I've got an instance of SilverStripe running on two servers behind an AWS load balancer. To share the session information I'm running Elasticache Redis server. I'm setting my php session store info as such:
ini_set('session.save_handler', 'redis');
ini_set('session.save_path', 'tcp://127.0.0.1:6379');
After I've signed into the admin section of the CMS I can jump between servers and it remembers me, however when switching between sections in the CMS the main section doesn't render (an AJAX call). From what I can tell the other server doesn't realise (which ever one you request from second) you already have the CMS admin loaded and in the response headers says to load a new version of JS dependencies which then wigs out the admin and it doesn't load.
Reading into the docs SilverStripe is using Zend_Cache for some extra information. I figure if I load the admin interface, then delete the cache directory it would replicate the problem. It doesn't.
I then tried to use this module to change the storage engine that Zend_Cache is using. I added:
SS_Cache::add_backend(
'primary_redis',
'Redis',
array(
'servers' => array(
'host' => 'localhost',
'port' => 6379,
'persistent' => true,
'weight' => 1,
'timeout' => 5,
'retry_interval' => 15,
'status' => true,
'failure_callback' => null
)
)
);
SS_Cache::pick_backend('primary_redis', 'any', 10);
To my mysite/_config.php and this is storing some cms information in redis like for the key CMSMain_SiteTreeHints9b258b19199db9f9ed8264009b6c351b
, however this still doesn't fix the problem of changing between servers in the load balanced environment.
Where else could SilverStripe be storing cache data? Have I implemented the module correctly?
The default admin interface (assuming you're using 3.x) uses a javascript library called jquery.ondemand
- this tracks files that have already been included (a rather ancient sort of precursor to the likes of 'require.js
' - only without the AMD, and with CSS support).
To this end the likelihood of this having anything to do with the CMS itself is minimal - considering that the web by nature is stateless, and that the method you're using to save state is shared across your servers (both database and session data).
What is not shared across individual instances in your HA cluster is physical files. The cause here is likely (but not definitely going) to be the mtime
stamp on the end of the URIs supplied to ondemand
- originally intended to avoid issues with browser caching in respect to theme alterations (developer made or otherwise automated).
The headers as you've no doubt inspected include (always, no matter the endpoint chosen by HAProxy, nginx, ELB, or whatever) X-Include-CSS
and X-Include-JS
- of which an example looks like:
X-Include-JS:/framework/thirdparty/jquery/jquery.js?m=1481487203,/framework/javascript/jquery-ondemand/jquery.ondemand.js?m=1481487186,/framework/admin/javascript/lib.js?m=1481487181
[...]
This is on each request, to which ondemand
can inspect and see what is already included, and what needs to be added.
(Incidentally the size of these headers are what cause nginx
header buffer issues causing 502
in a 'default' setup.)
The static files should be keeping the same mtime between balanced instances if you are deploying static code - but this is something to check. Generated files on the other hand (such as with Requirements::combine_files
) will need to be synced on (re)generation between all instances as with all /assets
for your site, in which case the mtime should persist. Zend_cache
is quite unlikely to have any affect here, although APC
may be a factor. Of course the first thing to check in any case is whether or not my premise holds true - e.g. to run the header responses from both back-ends through a diff tool.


• **Task details**
Extract each line holding the word "this" from the entries.

Records from a collection:
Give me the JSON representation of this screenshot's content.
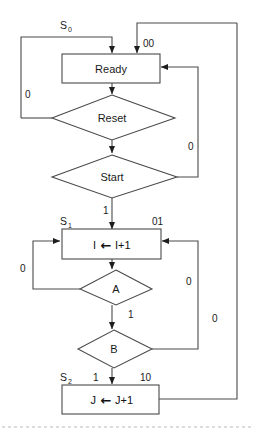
{
  "diagram": {
    "nodes": {
      "ready": {
        "label": "Ready",
        "state_label": "S",
        "state_sub": "0"
      },
      "reset": {
        "label": "Reset"
      },
      "start": {
        "label": "Start"
      },
      "incr_i": {
        "label_left": "I",
        "label_arrow": "←",
        "label_right": "I+1",
        "state_label": "S",
        "state_sub": "1"
      },
      "cond_a": {
        "label": "A"
      },
      "cond_b": {
        "label": "B"
      },
      "incr_j": {
        "label_left": "J",
        "label_arrow": "←",
        "label_right": "J+1",
        "state_label": "S",
        "state_sub": "2"
      }
    },
    "edge_labels": {
      "ready_output": "00",
      "incr_i_output": "01",
      "incr_j_output": "10",
      "reset_false": "0",
      "reset_true_branch": "0",
      "start_false": "0",
      "start_true": "1",
      "cond_a_false": "0",
      "cond_a_true": "1",
      "cond_b_false": "0",
      "cond_b_true": "1",
      "outer_return": "0"
    },
    "colors": {
      "stroke": "#4a4a4a",
      "text": "#1a1a1a",
      "background": "#ffffff",
      "rule": "#b9b9b9"
    }
  }
}
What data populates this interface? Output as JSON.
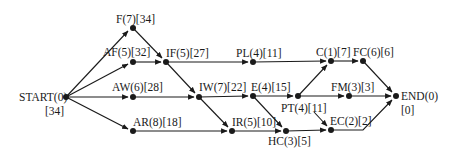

• **Output of the exercise**
Give me the JSON representation of this screenshot's content.
What data populates this interface? Output as JSON.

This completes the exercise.